I don’t like this, Syl said.
“Agreed,” Kaladin whispered. “Be ready to go get help.”
He Lashed himself upward slightly, enough to make him lighter on his feet, then inched into the burning building. This large room had once been the dining chamber, where Kaladin’s father had eaten with Roshone and talked of thieves and compromise
s. The ceiling was burned in patches, the fire consuming it from above. Flamespren danced along the wood with a frantic delight.
The hulking Fused stood directly ahead, two soldiers at each side. They moved forward to flank Kaladin. Where was the fifth soldier? There, near an overturned table, fiddling with something that glowed a deep violet-black. Voidlight? Wait … was that a fabrial? The light dimmed suddenly.

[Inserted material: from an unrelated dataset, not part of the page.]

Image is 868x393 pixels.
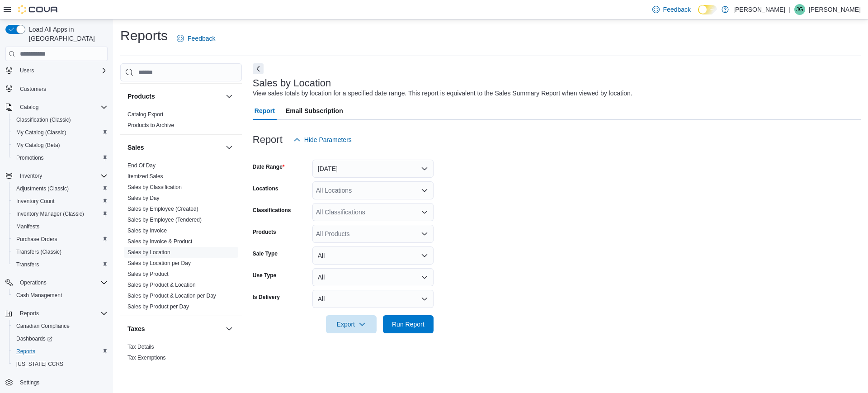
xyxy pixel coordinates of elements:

Kaladin’s powers vanished.
He felt it as a strange smothering sensation, as if something heavy had been placed on top of his mind. His full weight came upon him again, his Lashing canceled.
Syl gasped and her spear puffed away as she became a spren—and when Kaladin tried to resummon his Blade, nothing happened.
Immediately, Kaladin stepped backward to try to escape the range of the strange fabrial. But the soldiers quickly rushed to surround him, cutting off his retreat. Kaladin’s assumption that he could beat them easily had relied on his Shardspear and his powers.
Storms! Kaladin strained to create a Lashing. Stormlight still raged inside him, and kept him from needing to breathe the acrid smoke, but something was suppressing his other abilities.
The Fused laughed and spoke in Alethi. “Radiants! You rely too much on your powers. Without them, what are you? A peasant child with no real training in the art of warfare or—”
Kaladin slammed himself against the soldier to his right.
The sudden motion caused the singer to cry out and fall backward. Kaladin yanked the spear from the man’s hand, then—in a fluid motion—whipped it into a two-handed lunge, impaling a second soldier.
The two soldiers on his left recovered and leaped for him. Kaladin felt the wind encircle him as he spun between the two of them, catching one sword—aimed low—with the butt of his spear as he caught the second one—aimed high—right behind the spear’s head. Metal met wood with a familiar thunk, and Kaladin finished his spin, throwing off both weapons.
He gutted one man, then tripped him—sending him stumbling to the ground in front of his ally. These soldiers were trained well, but hadn’t seen much actual combat yet—as evidenced by how the remaining singer froze when he saw his friends dying.